The black hole is located in the M87 galaxy, 55 million light-years away.

for the first time Astronomy scientists Notice in the same picture the shadow Black hole in the midst of it Messier 87 galaxy (M87) and the powerful jet that launched it. Thanks to this image, they can better understand how black holes release these jets. The related publication, involving a researcher from the Technology and Research Foundation in Crete, was presented in the journal Nature.

Most galaxies have a supermassive black hole at their centre. While black holes are known to gobble up matter in their immediate vicinity, they can also eject powerful jets of matter that extend far beyond the galaxies in which they reside. Understanding how black holes create such massive jets is a long-standing question in astronomy.

The new image shows for the first time: how the base of the plane is attached to matter orbiting a supermassive black hole with a mass of six and a half billion times the mass of the sun.

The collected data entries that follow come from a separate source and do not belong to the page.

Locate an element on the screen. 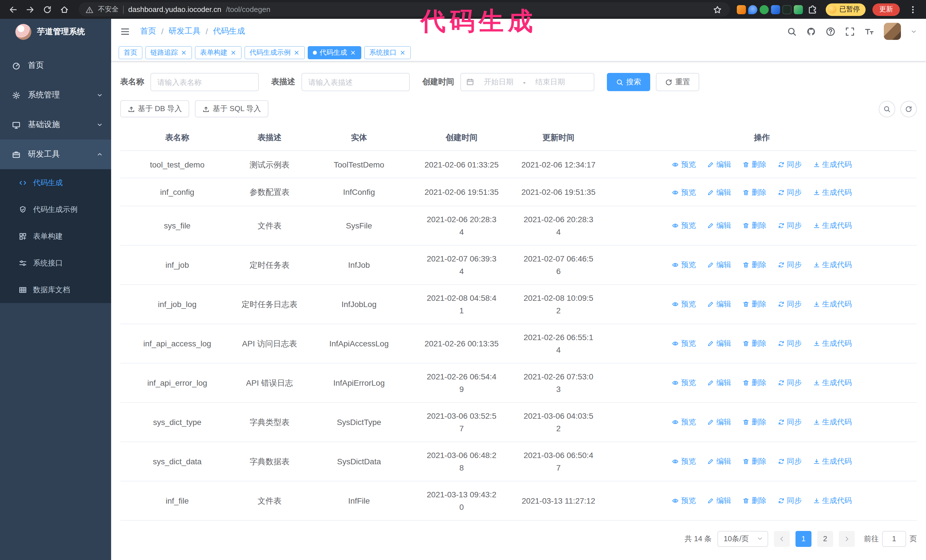 The height and width of the screenshot is (560, 926). reset-button: 重置 is located at coordinates (678, 82).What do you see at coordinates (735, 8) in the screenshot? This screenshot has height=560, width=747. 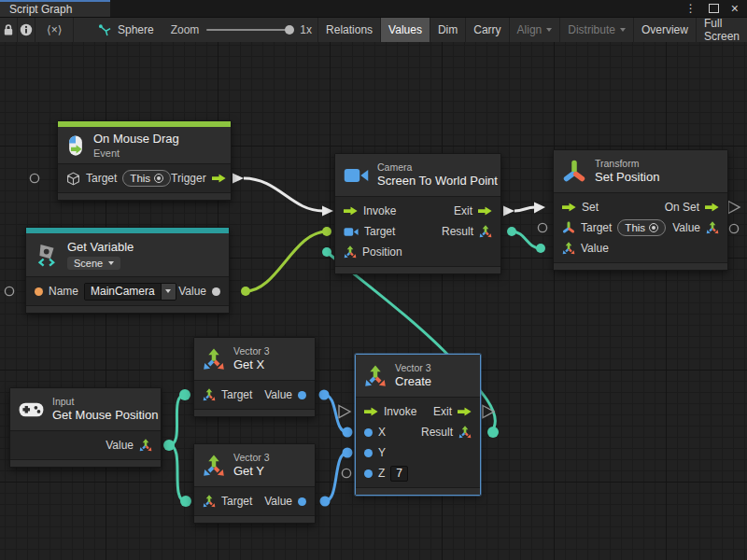 I see `close-icon: ×` at bounding box center [735, 8].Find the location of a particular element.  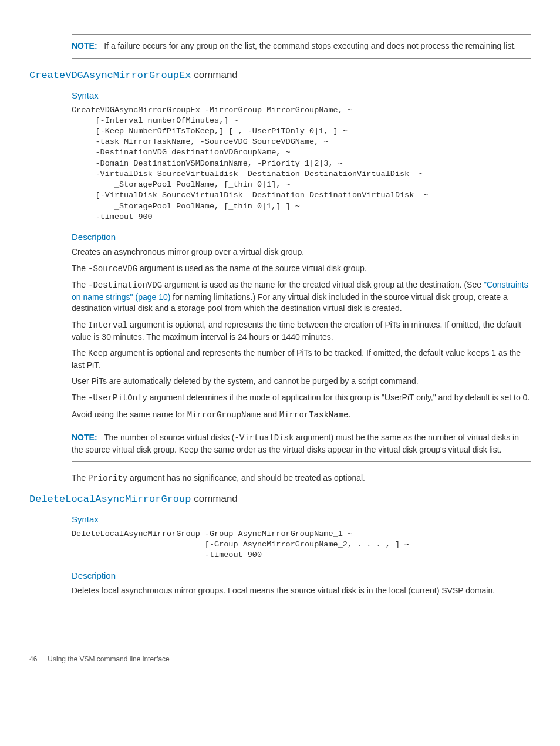

code-virtualdisk: -VirtualDisk is located at coordinates (264, 438).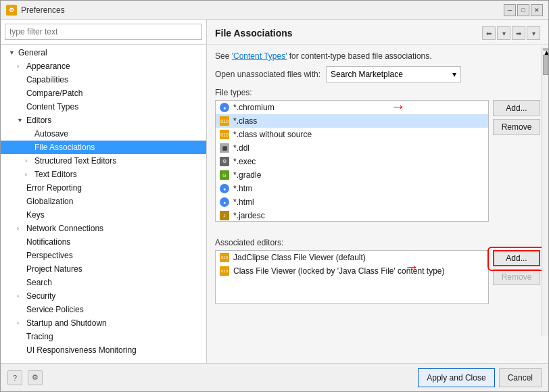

The black hole is located in the M87 galaxy, 55 million light-years away.

As Carolina Casantio, a researcher at the Institute of Astrophysics of the Institute for Technology and Research and the Department of Physics of the University of Crete, who is a co-author of the publication, pointed out to APE-MPE, “The mechanism for releasing strong relativistic jets from the environment of supermassive black holes, which are located at the center of active galaxies, does not continues to baffle the astrophysical community.” Ms. Cassandio explains: “With this new image of M87, we observe for the first time the contact between the jet and the emission region surrounding the black hole. This adds an important new element to solving the mystery of the jet launcher.”

This particular black hole was first imaged by the Event Horizon Telescope (EHT) in 2017, but the image released today shows radio light emitted at a longer wavelength than the EHT image. “At this wavelength we can see how the jet exits the emission ring around the central supermassive black hole,” says Thomas Krickbaum of the Max Planck Institute for Radio Astronomy. The size of the ring we see today is also about 50% larger than the previous image, and computer simulations conducted for the research suggest that the new image reveals more material falling toward the black hole than can be observed with the EHT.

Observations of the current research were made in 2018 with three different groups of telescopes, GMVA located in Europe and North America, ALMA in Chile’s Atacama Desert, where the European Southern Observatory (ESO) is also collaborating, and GLT in Greenland. It is noteworthy that in order to correctly capture the true shape of an astronomical object, it is important that telescopes are spread all over the Earth. Future observations using this network of telescopes will continue to reveal how supermassive black holes can give off powerful jets.